JACKSON -- With 260 seniors exiting Jackson High School this year but 360 entering, the board of education and school administrators wonder where answers lie for their burgeoning district.
With 550 square miles inside the Jackson R-2 School District boundaries, chances are that children who move into Cape Girardeau County will attend Jackson schools.
The district extends to the Mississippi River at Neely's Landing, takes in a small portion of Bollinger County and touches the Perry County line. Some students who live practically within walking distance of Wal-Mart on Route K attend Jackson schools.
District buses travel 1,700 miles of regular routes every day, making transportation and bus replacement costs soar.
Total enrollment for Jackson public schools is about 4,035, compared to Cape Girardeau public school's 4,413. Estimates show that next year Jackson will have about 4,240 students compared to Cape Girardeau's estimated 4,440.
Of course, Cape Girardeau's six parochial schools take some of the student population in that city -- approximately 1,500 compared to the 429 in St. Paul Lutheran School and Immaculate Conception Catholic School in Jackson.
Many of Jackson's parochial students will end up in public schools before they graduate, as both schools end at eighth grade.
Other students come in from Nell Holcomb School, where district taxpayers foot the tuition to send 8th-graders to Jackson or Cape Girardeau to finish their educations.
The growth issue is complex, but all other facts and figures aside, the immediate problem facing the Jackson Board of Education is with the 100 extra students in the Class of 1999 and where to put them.
And the Class of 1999 isn't an anomaly; classes below 300 soon will be history for Jackson public schools, said high school principal Vernon Huck.
Five years ago, taking an elementary school near the high school campus was a quick fix to overcrowding problems at Jackson High School. It provided 16 classrooms. In addition, the district constructed a multipurpose building.
Now it's time for more expansion, according to Huck.
"If you are talking immediate needs for next year, we will need an additional three classrooms," he said. "It would be nice to have 12 additional classrooms."
The good news is, should the district decide building is the best answer, Jackson High School isn't landlocked as some believe. Huck said there is an area of road between A, B and C Building where a building could be erected.
"But it will take a lot more to do than me saying so," Huck said.
Voters got behind a $4.75 million Jackson Middle School, passing a bond issue to raise money for it. It alleviated some overcrowding in the elementary schools by taking sixth-grade students and the junior high by taking seventh-grade students.
But one new, state-of-the art building wasn't enough, Superintendent Howard Jones said. It helped, but the district was so overcrowded, the middle school merely helped get things to a reasonable level. And, of course, it didn't help the high school at all.
Voters in the district probably can look for another bond issue on the ballot soon. A facilities review committee has been meeting in Jackson to find long-term solutions to the district's growth problems. Hauling a few mobile classrooms onto school grounds won't be enough, Jones said.
"We initially wanted to address this in the April election, but now my thought is that we wouldn't present anything before August," he said.
"In most districts, you say, `We've had this much growth so we need this school' and you float an issue," Jones said. "In Jackson, the needs are spread throughout. It's very convoluted and confusing."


* [PROBLEM DESCRIPTION]: Where the data below begins, start retyping exactly, and end on the line with "Image is 644x299 pixels.", which is included; no picture goes in.

* [SOURCE INFORMATION]:

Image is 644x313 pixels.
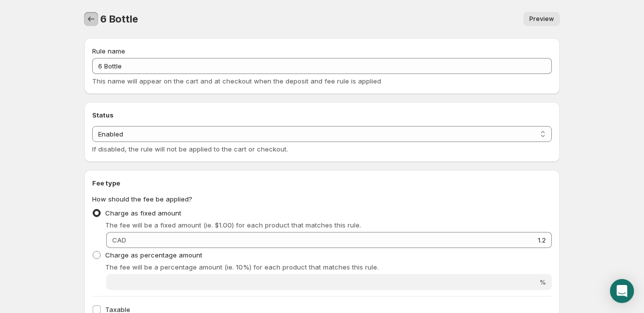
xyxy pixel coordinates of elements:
a: Preview [523,12,560,26]
span: Charge as fixed amount [105,209,182,217]
p: The fee will be a percentage amount (ie. 10%) for each product that matches this rule. [105,262,552,272]
span: 6 Bottle [100,13,138,25]
span: This name will appear on the cart and at checkout when the deposit and fee rule is applied [92,77,381,85]
span: If disabled, the rule will not be applied to the cart or checkout. [92,145,288,153]
span: How should the fee be applied? [92,195,192,203]
span: Charge as percentage amount [105,251,202,259]
h2: Fee type [92,178,552,188]
span: Rule name [92,47,125,55]
span: % [539,278,546,287]
div: Open Intercom Messenger [610,279,634,303]
h2: Status [92,110,552,120]
button: Settings [84,12,98,26]
span: Preview [530,15,554,23]
span: The fee will be a fixed amount (ie. $1.00) for each product that matches this rule. [105,221,361,229]
span: CAD [112,236,126,244]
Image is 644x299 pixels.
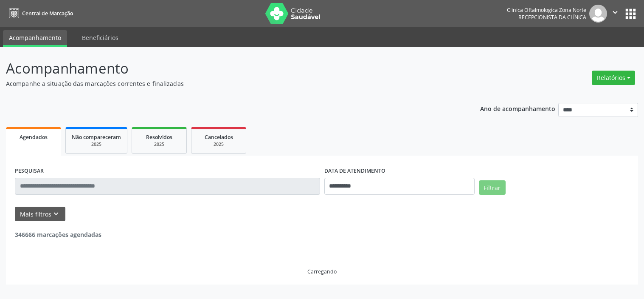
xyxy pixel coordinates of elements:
[308,268,336,275] div: Carregando
[51,209,61,219] i: keyboard_arrow_down
[610,8,620,17] i: 
[592,71,635,85] button: Relatórios
[507,7,586,14] div: Clinica Oftalmologica Zona Norte
[623,7,638,22] button: apps
[205,133,233,141] span: Cancelados
[20,133,48,141] span: Agendados
[72,133,121,141] span: Não compareceram
[76,30,124,45] a: Beneficiários
[198,141,240,148] div: 2025
[15,230,102,238] strong: 346666 marcações agendadas
[15,207,65,221] button: Mais filtroskeyboard_arrow_down
[15,165,44,178] label: PESQUISAR
[6,79,448,88] p: Acompanhe a situação das marcações correntes e finalizadas
[480,103,555,114] p: Ano de acompanhamento
[607,5,623,23] button: 
[589,5,607,23] img: img
[325,165,385,178] label: DATA DE ATENDIMENTO
[479,180,506,195] button: Filtrar
[6,7,73,20] a: Central de Marcação
[72,141,121,148] div: 2025
[22,10,73,17] span: Central de Marcação
[146,133,172,141] span: Resolvidos
[138,141,181,148] div: 2025
[6,58,448,79] p: Acompanhamento
[3,30,67,47] a: Acompanhamento
[518,14,586,21] span: Recepcionista da clínica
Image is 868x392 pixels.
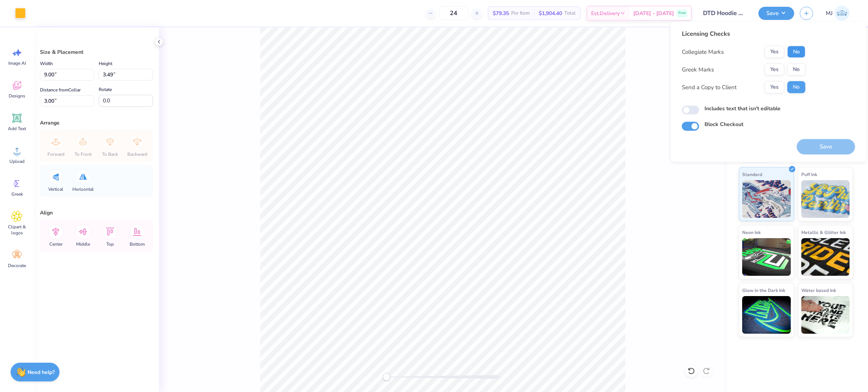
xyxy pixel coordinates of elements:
[802,287,836,294] span: Water based Ink
[40,86,81,94] label: Distance from Collar
[11,191,23,197] span: Greek
[439,7,468,20] input: – –
[742,181,791,218] img: Standard
[40,48,153,56] div: Size & Placement
[765,46,785,58] button: Yes
[697,6,752,20] input: Untitled Design
[705,104,781,113] label: Includes text that isn't editable
[682,83,736,92] div: Send a Copy to Client
[40,59,53,68] label: Width
[705,120,743,128] label: Block Checkout
[565,9,576,17] span: Total
[787,64,806,76] button: No
[538,9,562,17] span: $1,904.40
[822,6,853,20] a: MJ
[8,263,26,269] span: Decorate
[40,209,153,217] div: Align
[9,159,25,165] span: Upload
[742,287,786,294] span: Glow in the Dark Ink
[130,241,144,247] span: Bottom
[802,181,850,218] img: Puff Ink
[765,81,785,93] button: Yes
[742,171,763,178] span: Standard
[802,171,817,178] span: Puff Ink
[591,9,620,17] span: Est. Delivery
[682,30,806,38] div: Licensing Checks
[765,64,785,76] button: Yes
[679,10,685,16] span: Free
[72,187,93,193] span: Horizontal
[383,373,391,381] div: Accessibility label
[8,126,26,132] span: Add Text
[742,296,791,334] img: Glow in the Dark Ink
[99,59,112,68] label: Height
[682,48,724,56] div: Collegiate Marks
[826,9,832,18] span: MJ
[493,9,509,17] span: $79.35
[758,7,794,20] button: Save
[8,60,26,66] span: Image AI
[8,93,25,99] span: Designs
[634,9,674,17] span: [DATE] - [DATE]
[682,65,714,74] div: Greek Marks
[742,238,791,276] img: Neon Ink
[4,224,30,236] span: Clipart & logos
[835,6,849,20] img: Mark Joshua Mullasgo
[742,228,761,237] span: Neon Ink
[802,238,850,276] img: Metallic & Glitter Ink
[787,81,806,93] button: No
[99,85,112,94] label: Rotate
[76,241,90,247] span: Middle
[511,9,530,17] span: Per Item
[48,187,64,193] span: Vertical
[106,241,114,247] span: Top
[787,46,806,58] button: No
[49,241,63,247] span: Center
[27,369,54,376] strong: Need help?
[802,296,850,334] img: Water based Ink
[802,228,846,237] span: Metallic & Glitter Ink
[40,119,153,127] div: Arrange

* [FINISHED TASK]:
Image is 644x313 pixels.
xyxy pixel coordinates of elements:
a: Preview [523,12,560,26]
span: Charge as fixed amount [105,209,182,217]
p: The fee will be a percentage amount (ie. 10%) for each product that matches this rule. [105,262,552,272]
span: 6 Bottle [100,13,138,25]
span: This name will appear on the cart and at checkout when the deposit and fee rule is applied [92,77,381,85]
span: If disabled, the rule will not be applied to the cart or checkout. [92,145,288,153]
span: How should the fee be applied? [92,195,192,203]
span: Charge as percentage amount [105,251,202,259]
h2: Fee type [92,178,552,188]
span: Rule name [92,47,125,55]
span: % [539,278,546,287]
div: Open Intercom Messenger [610,279,634,303]
h2: Status [92,110,552,120]
button: Settings [84,12,98,26]
span: Preview [530,15,554,23]
span: The fee will be a fixed amount (ie. $1.00) for each product that matches this rule. [105,221,361,229]
span: CAD [112,236,126,244]
Image is 644x299 pixels.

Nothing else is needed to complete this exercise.